TODAY’S PAPER | July 16, 2026 | EPAPER

Railways losing to trucks

Letter July 16, 2026
Railways losing to trucks

KARACHI:

Moving cargo by rail costs a fraction of what it costs by road, consumes far lesser fuel per ton carried, and causes negligible wear on public infrastructure. Yet year after year, a shrinking share of Pakistan’s freight moves by train, while an ever-growing convoy of heavy trucks and trailers dominates our highways. The result is visible to anyone who travels the N-5 or M-series motorways: cracked surfaces, sunken lanes, and roads that need resurfacing far sooner than their design life would suggest. The public ends up paying twice — once through higher logistics costs embedded in the price of goods, and again through taxes spent on repairing roads that heavy axle loads have battered.
Why does this imbalance persist? Part of the answer lies with Pakistan Railways itself. Ageing locomotives, insufficient wagons, unreliable transit times and poor last-mile connectivity to industrial hubs and ports have pushed shippers toward road transport, whatever the cost. A truck can be booked on demand and delivers door to door; a goods train, in practice, often cannot compete on flexibility or reliability, even though it should win easily on price.
But part of the answer also lies with policy. Successive governments have invested heavily in motorways while allowing the rail freight network to stagnate. Diesel and toll pricing rarely reflect the true cost that heavy vehicles impose on road infrastructure, so trucking remains artificially attractive. Meanwhile, Pakistan Railways has not been given the sustained investment or the operational autonomy needed to modernise its freight business, expand its wagon fleet, or build proper freight corridors linking factories, dry ports and seaports.
Pakistan Railways and the Ministry of Railways must be asked: what concrete steps are being taken to win back bulk freight — cement, coal, fertiliser, containers — from the roads? Is there a plan to modernise the freight fleet, improve transit reliability and offer competitive, guaranteed schedules to industry? And is the government willing to correct the price signals — through axle-load enforcement and fairer road-user charges — that currently favour trucks over trains, even when trucks damage the very roads we all depend on?
Until these questions are answered, we will keep paying for a choice that makes little economic sense: expensive, road-damaging transport chosen not because it is better, but because the cheaper alternative has been left to decay.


WHAT IS NEEDED
Take the lines below from the one with "Extract all elements" through the one with "Enumerate the UI" and retype them exactly. Include nothing else, and no pictures.

(SUPPLIED MATERIAL)

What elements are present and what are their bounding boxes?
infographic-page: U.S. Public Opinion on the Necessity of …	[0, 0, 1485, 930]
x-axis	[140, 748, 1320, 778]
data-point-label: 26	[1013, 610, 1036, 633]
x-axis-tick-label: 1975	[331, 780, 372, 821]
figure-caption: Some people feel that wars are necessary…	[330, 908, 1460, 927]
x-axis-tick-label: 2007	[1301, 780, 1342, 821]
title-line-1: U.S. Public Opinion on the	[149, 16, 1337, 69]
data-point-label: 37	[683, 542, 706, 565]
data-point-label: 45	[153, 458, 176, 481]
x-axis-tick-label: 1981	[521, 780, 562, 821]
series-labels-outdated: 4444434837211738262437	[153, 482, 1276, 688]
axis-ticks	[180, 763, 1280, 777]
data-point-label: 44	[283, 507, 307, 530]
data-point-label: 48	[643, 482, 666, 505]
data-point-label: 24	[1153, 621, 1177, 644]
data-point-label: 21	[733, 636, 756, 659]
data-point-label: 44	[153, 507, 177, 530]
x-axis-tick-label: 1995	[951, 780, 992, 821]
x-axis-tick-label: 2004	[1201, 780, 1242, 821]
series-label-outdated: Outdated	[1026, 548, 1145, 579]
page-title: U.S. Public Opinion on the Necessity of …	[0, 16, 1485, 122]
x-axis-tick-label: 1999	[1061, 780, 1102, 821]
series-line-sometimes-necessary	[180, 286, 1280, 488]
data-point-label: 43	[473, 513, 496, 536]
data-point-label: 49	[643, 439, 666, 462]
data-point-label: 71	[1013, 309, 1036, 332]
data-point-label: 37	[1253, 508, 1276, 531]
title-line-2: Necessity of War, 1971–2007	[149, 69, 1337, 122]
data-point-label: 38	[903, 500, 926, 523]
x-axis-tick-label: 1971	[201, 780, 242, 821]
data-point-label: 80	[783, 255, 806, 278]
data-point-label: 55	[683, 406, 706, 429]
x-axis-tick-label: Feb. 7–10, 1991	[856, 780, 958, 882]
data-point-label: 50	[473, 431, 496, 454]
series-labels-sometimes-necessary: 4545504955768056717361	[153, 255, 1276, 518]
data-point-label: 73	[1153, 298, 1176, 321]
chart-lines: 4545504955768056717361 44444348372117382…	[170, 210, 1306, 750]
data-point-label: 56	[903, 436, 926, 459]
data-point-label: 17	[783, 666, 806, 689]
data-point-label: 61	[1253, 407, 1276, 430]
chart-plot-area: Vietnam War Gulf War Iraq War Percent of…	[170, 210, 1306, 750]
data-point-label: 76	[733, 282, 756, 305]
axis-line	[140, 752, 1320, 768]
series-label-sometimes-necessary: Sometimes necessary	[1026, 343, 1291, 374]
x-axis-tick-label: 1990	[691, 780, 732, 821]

(End SUPPLIED MATERIAL)
(SUPPLIED MATERIAL)

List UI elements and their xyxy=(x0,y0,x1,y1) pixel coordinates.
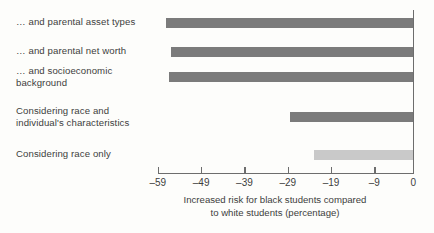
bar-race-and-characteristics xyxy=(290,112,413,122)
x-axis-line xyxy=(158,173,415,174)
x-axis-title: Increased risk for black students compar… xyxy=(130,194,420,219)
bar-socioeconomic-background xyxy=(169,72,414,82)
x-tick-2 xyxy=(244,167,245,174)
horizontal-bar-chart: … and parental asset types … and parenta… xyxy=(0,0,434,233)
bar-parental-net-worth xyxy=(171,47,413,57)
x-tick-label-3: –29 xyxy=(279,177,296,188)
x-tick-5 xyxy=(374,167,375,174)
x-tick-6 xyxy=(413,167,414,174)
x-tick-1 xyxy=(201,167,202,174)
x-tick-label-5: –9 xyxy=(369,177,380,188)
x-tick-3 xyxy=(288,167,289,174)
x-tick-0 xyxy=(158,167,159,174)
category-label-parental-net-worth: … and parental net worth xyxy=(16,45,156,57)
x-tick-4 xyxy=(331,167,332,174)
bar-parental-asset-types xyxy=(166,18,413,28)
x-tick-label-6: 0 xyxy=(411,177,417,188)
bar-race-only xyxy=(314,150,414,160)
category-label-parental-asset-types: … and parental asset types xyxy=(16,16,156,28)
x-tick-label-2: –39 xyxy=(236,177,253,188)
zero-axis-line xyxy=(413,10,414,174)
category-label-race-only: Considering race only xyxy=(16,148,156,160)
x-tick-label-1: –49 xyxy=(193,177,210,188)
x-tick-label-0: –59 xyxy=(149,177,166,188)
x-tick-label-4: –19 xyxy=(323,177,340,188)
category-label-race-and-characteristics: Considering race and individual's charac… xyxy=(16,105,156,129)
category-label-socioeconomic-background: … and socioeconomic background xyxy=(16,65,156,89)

(End SUPPLIED MATERIAL)
(SUPPLIED MATERIAL)

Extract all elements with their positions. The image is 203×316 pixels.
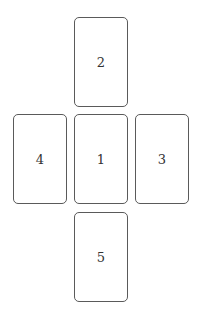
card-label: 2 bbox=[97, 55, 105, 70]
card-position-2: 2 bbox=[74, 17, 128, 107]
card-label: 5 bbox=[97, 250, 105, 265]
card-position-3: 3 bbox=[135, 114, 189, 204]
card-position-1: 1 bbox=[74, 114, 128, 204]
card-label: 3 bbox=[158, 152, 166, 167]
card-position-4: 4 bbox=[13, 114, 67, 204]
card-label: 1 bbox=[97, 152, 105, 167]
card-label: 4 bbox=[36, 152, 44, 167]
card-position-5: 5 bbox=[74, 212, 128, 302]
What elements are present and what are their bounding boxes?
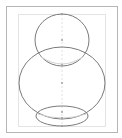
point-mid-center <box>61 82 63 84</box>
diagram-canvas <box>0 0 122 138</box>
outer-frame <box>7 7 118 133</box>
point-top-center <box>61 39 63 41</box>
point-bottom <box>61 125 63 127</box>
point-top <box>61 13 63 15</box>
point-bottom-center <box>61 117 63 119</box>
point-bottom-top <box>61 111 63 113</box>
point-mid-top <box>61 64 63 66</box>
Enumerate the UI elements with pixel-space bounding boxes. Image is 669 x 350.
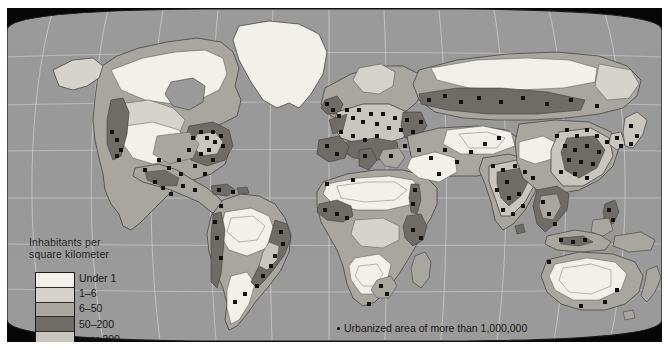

(End SUPPLIED MATERIAL)

EXERCISE ANSWER
Extract all elements with their positions. The image is 203×316 pixels.
card-label: 2 bbox=[97, 55, 105, 70]
card-position-2: 2 bbox=[74, 17, 128, 107]
card-label: 5 bbox=[97, 250, 105, 265]
card-position-3: 3 bbox=[135, 114, 189, 204]
card-position-1: 1 bbox=[74, 114, 128, 204]
card-label: 3 bbox=[158, 152, 166, 167]
card-position-4: 4 bbox=[13, 114, 67, 204]
card-label: 1 bbox=[97, 152, 105, 167]
card-label: 4 bbox=[36, 152, 44, 167]
card-position-5: 5 bbox=[74, 212, 128, 302]
What elements are present and what are their bounding boxes?
point-mid-center <box>61 82 63 84</box>
diagram-canvas <box>0 0 122 138</box>
outer-frame <box>7 7 118 133</box>
point-top-center <box>61 39 63 41</box>
point-bottom <box>61 125 63 127</box>
point-top <box>61 13 63 15</box>
point-bottom-center <box>61 117 63 119</box>
point-bottom-top <box>61 111 63 113</box>
point-mid-top <box>61 64 63 66</box>
Enumerate the UI elements with pixel-space bounding boxes. Image is 669 x 350.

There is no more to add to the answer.